▶ What is expected
Drop the images, then output the listing exactly.

▶ Extracted data
<<<<
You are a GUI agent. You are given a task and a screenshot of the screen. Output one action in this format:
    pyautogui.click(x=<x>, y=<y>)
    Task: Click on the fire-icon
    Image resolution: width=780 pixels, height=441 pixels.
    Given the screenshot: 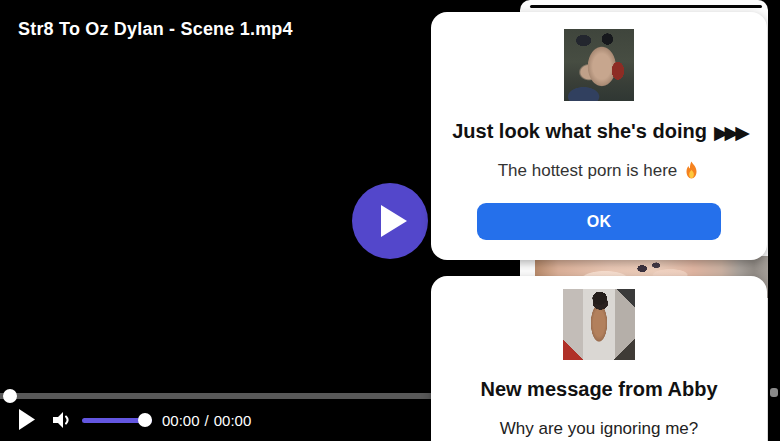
>>>>
▶ Task output
You are a GUI agent. You are given a task and a screenshot of the screen. Output one action in this format:
    pyautogui.click(x=<x>, y=<y>)
    Task: Click on the fire-icon
    Image resolution: width=780 pixels, height=441 pixels.
    Given the screenshot: 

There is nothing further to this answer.